EXERCISE MATERIALS Block Start

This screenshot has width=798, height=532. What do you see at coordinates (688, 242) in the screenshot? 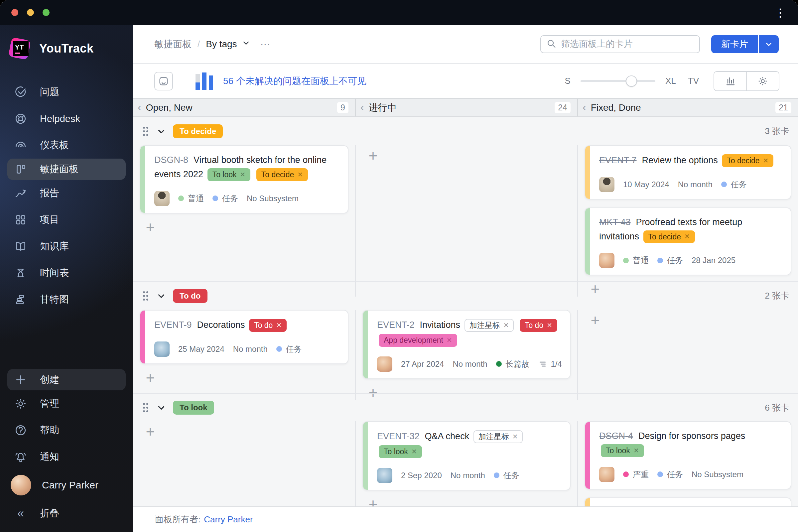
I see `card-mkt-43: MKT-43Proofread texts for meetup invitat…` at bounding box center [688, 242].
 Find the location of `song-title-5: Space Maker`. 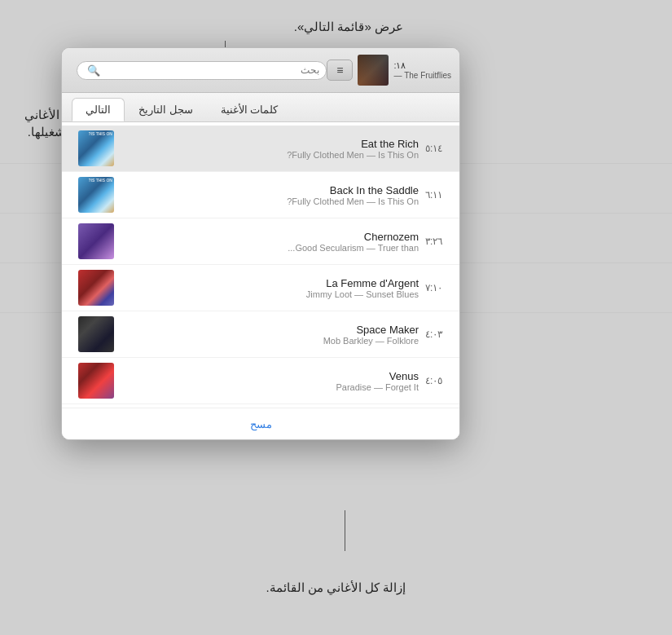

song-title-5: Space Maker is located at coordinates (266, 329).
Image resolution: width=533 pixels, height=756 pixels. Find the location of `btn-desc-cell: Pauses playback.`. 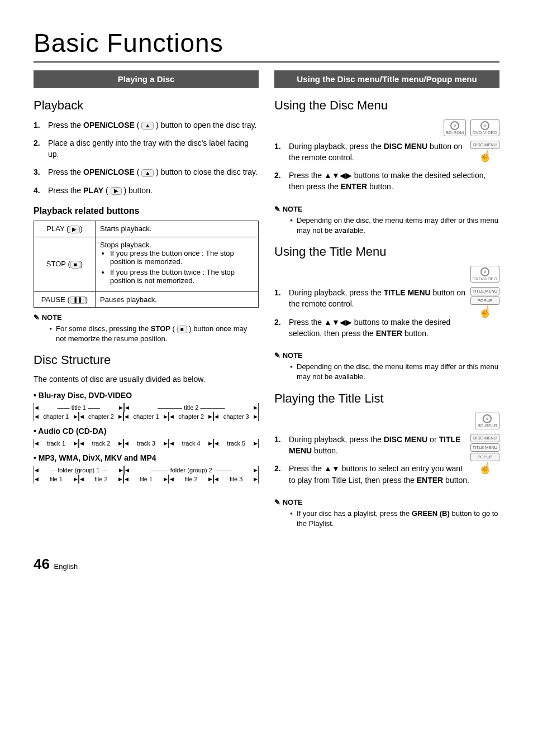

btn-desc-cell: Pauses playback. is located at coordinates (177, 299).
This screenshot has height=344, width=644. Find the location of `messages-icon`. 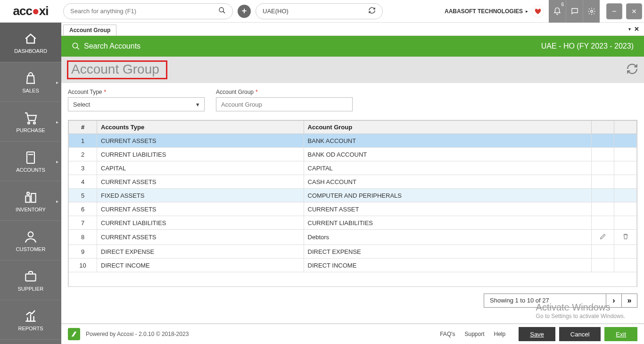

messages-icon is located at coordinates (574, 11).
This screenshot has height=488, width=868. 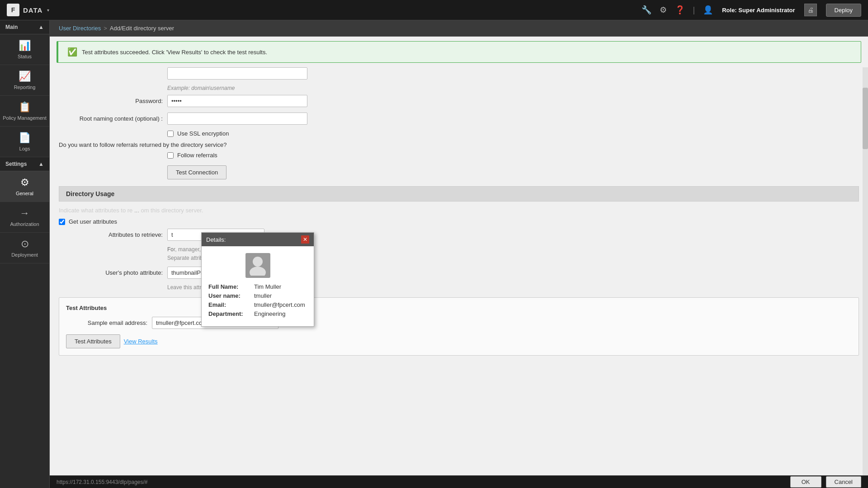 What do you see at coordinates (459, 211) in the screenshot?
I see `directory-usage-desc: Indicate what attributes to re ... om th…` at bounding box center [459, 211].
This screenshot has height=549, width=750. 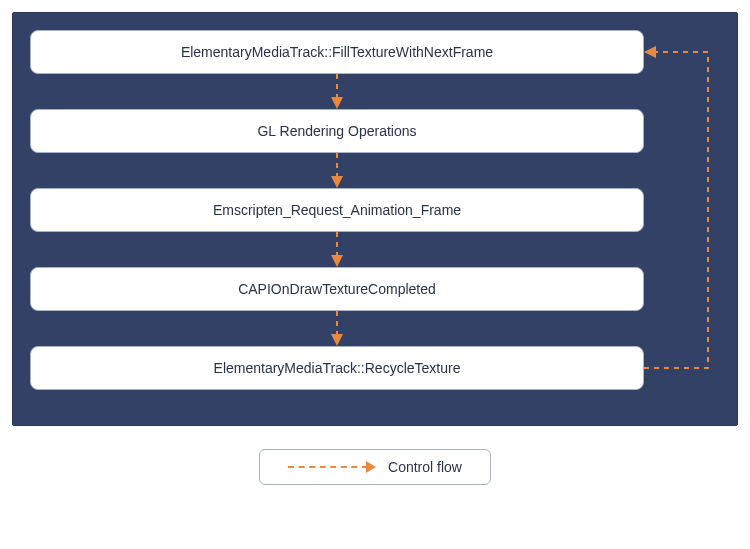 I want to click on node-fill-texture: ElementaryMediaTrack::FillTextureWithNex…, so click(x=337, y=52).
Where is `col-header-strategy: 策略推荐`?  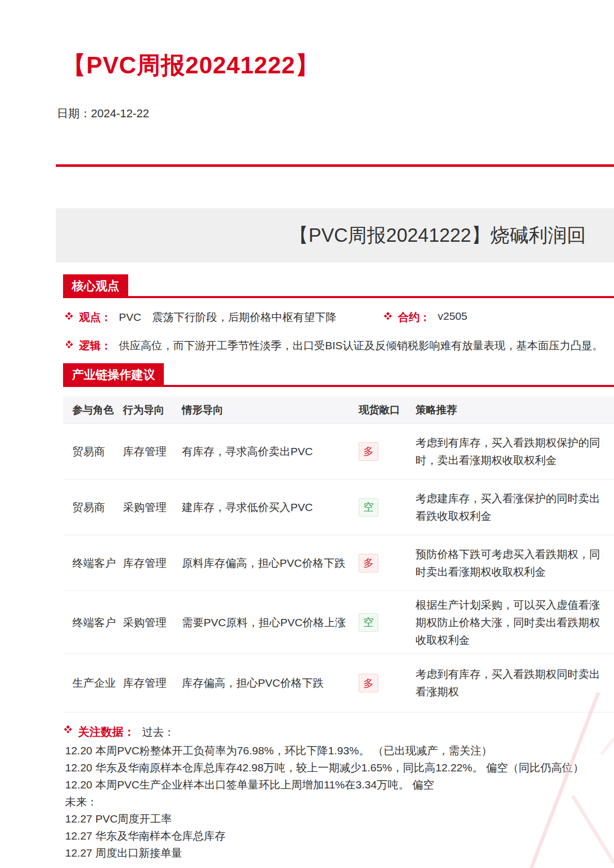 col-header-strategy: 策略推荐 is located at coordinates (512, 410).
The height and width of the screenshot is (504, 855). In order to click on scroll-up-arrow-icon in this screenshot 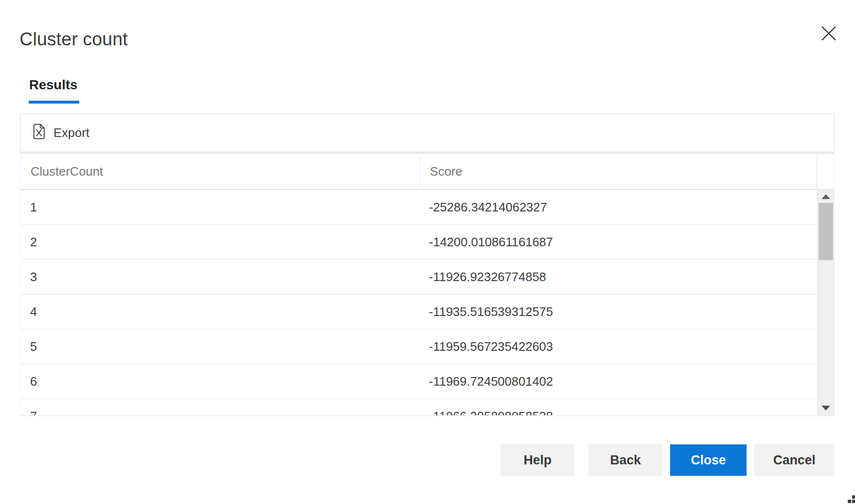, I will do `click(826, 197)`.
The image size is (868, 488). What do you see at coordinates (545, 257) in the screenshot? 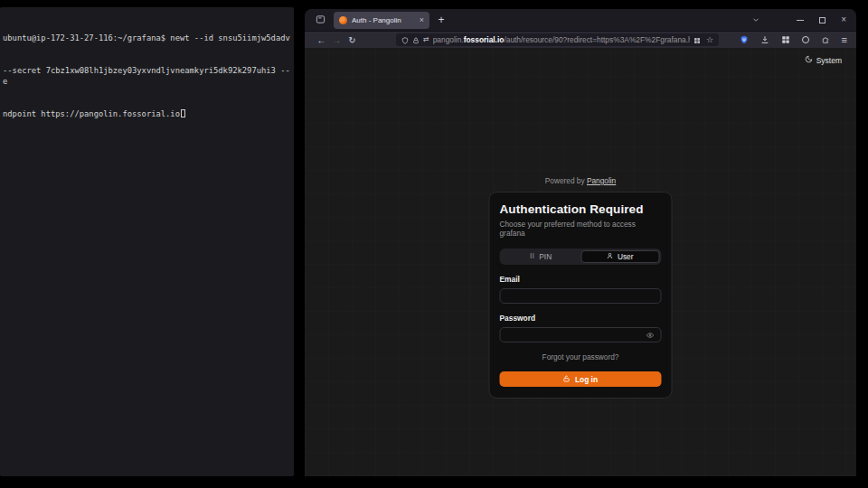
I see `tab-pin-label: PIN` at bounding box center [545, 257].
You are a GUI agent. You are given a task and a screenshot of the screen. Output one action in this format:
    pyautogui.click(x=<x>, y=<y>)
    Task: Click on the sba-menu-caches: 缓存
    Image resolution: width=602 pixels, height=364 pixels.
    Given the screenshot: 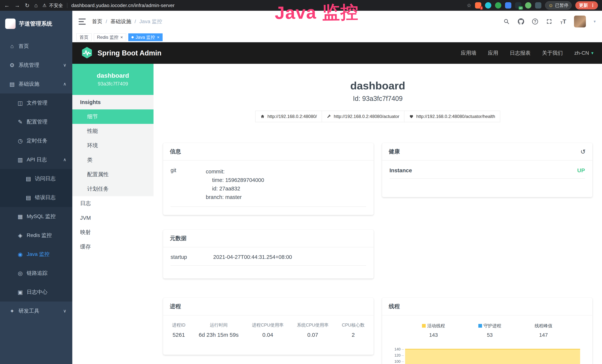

EXERCISE MATERIALS Block End

**WORK ORDER**
Write out exactly the lines beginning with the line that holds "The image size" and ending with the final line of the data, both ends included, without the pictures.

**EXERCISE RESPONSE**
The image size is (868, 488). What do you see at coordinates (545, 257) in the screenshot? 
I see `tab-pin-label: PIN` at bounding box center [545, 257].
You are a GUI agent. You are given a task and a screenshot of the screen. Output one action in this format:
    pyautogui.click(x=<x>, y=<y>)
    Task: Click on the sba-menu-caches: 缓存
    Image resolution: width=602 pixels, height=364 pixels.
    Given the screenshot: 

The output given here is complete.